Director: Robert Rodriguez and Frank Miller (2005)
Starring: Bruce Willis, Jessica Alba, Mickey Rourke
Find it: IMDB
One of the original 'good' comic book movies, coming from a time when most adaptations were Catwoman, Daredevil and Sam Raimi Spider-Men, created when Frank Miller was still a respectable name in comics and before Robert Rodriguez became a parody of himself. With its sequel finally inbound, what better time to pay a return visit to Sin City?
As before, Bruce Willis and Mickey Rourke's stories remain the best, while Clive Owen handles the filler in the middle just fine. It's the sort of movie in which every single man wears a leather trenchcoat, speaks like they've been gargling broken glass and talks... well, just like a Frank Miller character. The women, meanwhile, are either prostitutes, strippers or women of other professions who just so happen to act exactly like prostitutes and strippers. With Clive Owen referring to Rosario Dawson as a 'Valkyrie', hookers dressed like Zorro and half the cast wearing Converse, it's like a fifteen-year old's approximation of 'cool', filtered through Miller, Rodriguez and Quentin Tarantino. Not that there's anything wrong with that.

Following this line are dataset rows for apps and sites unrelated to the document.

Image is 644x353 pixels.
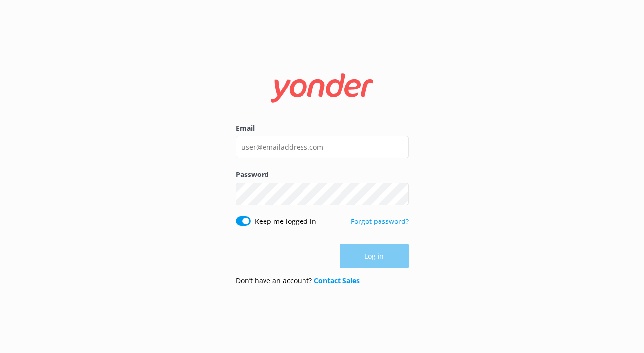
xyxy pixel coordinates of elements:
[236,122,409,134] label: Email
[314,276,360,285] a: Contact Sales
[351,217,409,226] a: Forgot password?
[389,184,409,204] button: Show password
[236,276,360,286] p: Don’t have an account?
[236,136,409,158] input: user@emailaddress.com
[255,216,316,227] label: Keep me logged in
[236,169,409,180] label: Password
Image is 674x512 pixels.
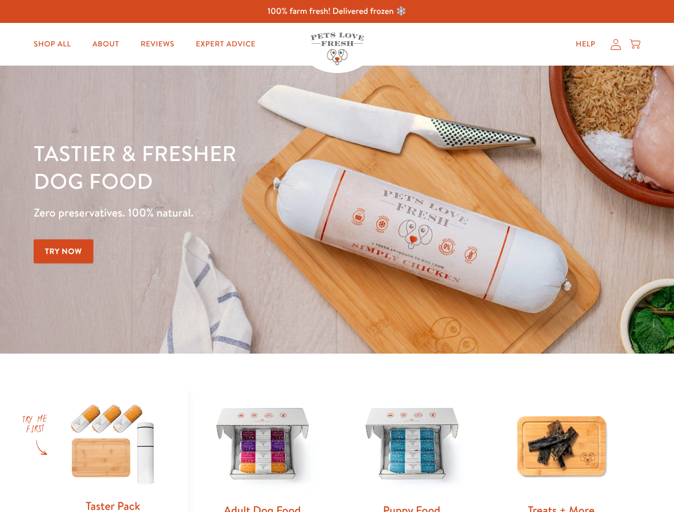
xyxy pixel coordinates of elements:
a: Expert Advice [187,34,264,55]
a: Help [567,34,604,55]
a: Shop All [25,34,79,55]
a: Try Now [34,239,93,263]
img: Pets Love Fresh [310,33,364,65]
a: About [84,34,127,55]
p: Zero preservatives. 100% natural. [34,203,438,222]
a: Reviews [132,34,182,55]
h1: Tastier & fresher dog food [34,139,438,195]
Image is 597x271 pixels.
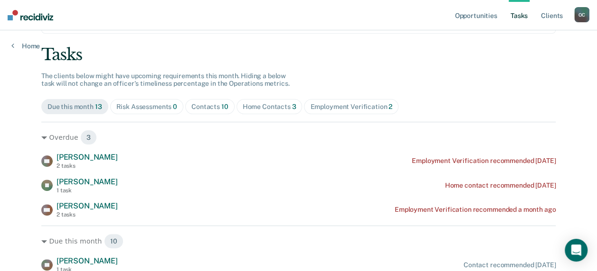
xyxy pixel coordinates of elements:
[574,7,589,22] div: O C
[80,130,97,145] span: 3
[191,103,228,111] div: Contacts
[221,103,228,111] span: 10
[56,257,118,266] span: [PERSON_NAME]
[564,239,587,262] div: Open Intercom Messenger
[11,42,40,50] a: Home
[56,187,118,194] div: 1 task
[173,103,177,111] span: 0
[243,103,296,111] div: Home Contacts
[574,7,589,22] button: OC
[104,234,123,249] span: 10
[463,262,555,270] div: Contact recommended [DATE]
[56,212,118,218] div: 2 tasks
[95,103,102,111] span: 13
[41,72,290,88] span: The clients below might have upcoming requirements this month. Hiding a below task will not chang...
[310,103,392,111] div: Employment Verification
[56,177,118,187] span: [PERSON_NAME]
[41,234,555,249] div: Due this month 10
[388,103,392,111] span: 2
[41,130,555,145] div: Overdue 3
[444,182,555,190] div: Home contact recommended [DATE]
[56,163,118,169] div: 2 tasks
[41,45,555,65] div: Tasks
[394,206,555,214] div: Employment Verification recommended a month ago
[116,103,177,111] div: Risk Assessments
[411,157,555,165] div: Employment Verification recommended [DATE]
[47,103,102,111] div: Due this month
[56,202,118,211] span: [PERSON_NAME]
[8,10,53,20] img: Recidiviz
[292,103,296,111] span: 3
[56,153,118,162] span: [PERSON_NAME]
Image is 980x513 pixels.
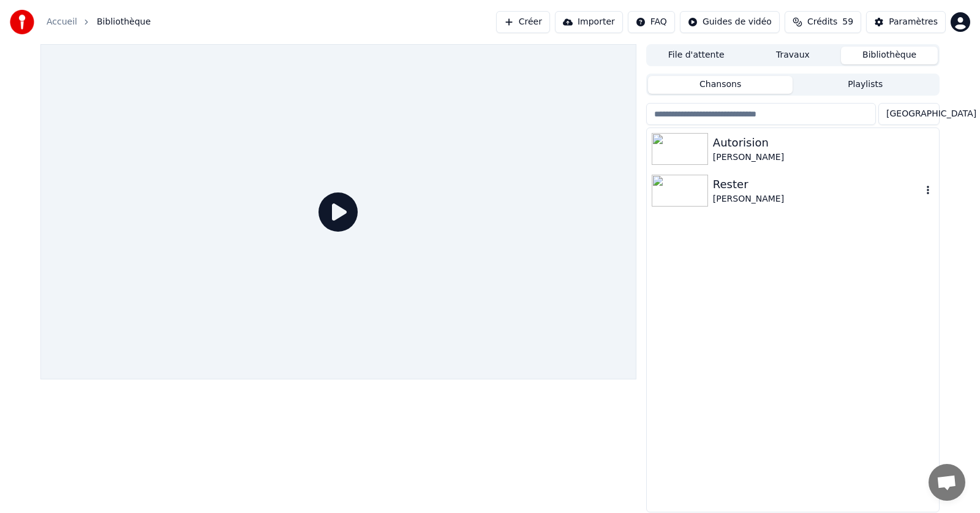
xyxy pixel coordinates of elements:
[97,16,151,28] span: Bibliothèque
[628,11,675,33] button: FAQ
[713,193,922,205] div: [PERSON_NAME]
[648,76,793,94] button: Chansons
[46,16,77,28] a: Accueil
[929,464,966,501] a: Ouvrir le chat
[648,46,745,65] button: File d'attente
[680,11,780,33] button: Guides de vidéo
[889,16,938,28] div: Paramètres
[713,151,934,163] div: [PERSON_NAME]
[713,176,922,193] div: Rester
[807,16,837,28] span: Crédits
[785,11,861,33] button: Crédits59
[793,76,938,94] button: Playlists
[843,16,854,28] span: 59
[841,46,938,65] button: Bibliothèque
[46,16,151,28] nav: breadcrumb
[745,46,842,65] button: Travaux
[713,134,934,151] div: Autorision
[496,11,550,33] button: Créer
[10,10,34,34] img: youka
[866,11,946,33] button: Paramètres
[886,108,977,120] span: [GEOGRAPHIC_DATA]
[555,11,623,33] button: Importer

An exercise in reproducing a comic book as faithfully and literally as possible, Sin City is a resounding success. It's aged surprisingly well, and if The Spirit hadn't so completely stunk, I wouldn't have been surprised to see a whole slew of imitators follow it. Willis and Rourke are fantastic as the honest cop and the honorable thug, respectively, while Owen isn't bad as Dwight (to be played by the altogether better Josh Brolin in the sequel), with a whole host of great performances filling out the ranks. Nick Stahl and Elijah Wood are the best of the bunch, although there's something for everyone, from Rosario Dawson to Jessica Alba, Michael Madsen and Benicio Del Toro, to name a few.
Sin City is unashamedly daft, full of men jumping off rooftops like Batman and explosions which merely blow people over rather than, you know, up. Taken seriously, it's quite terrible and probably a little offensive. Viewed in the spirit (pun unintended - that's not an encouragement to watch Frank Miller's awful movie), it's a gleeful embodiment of Frank Miller's work at its gritty, pulped best.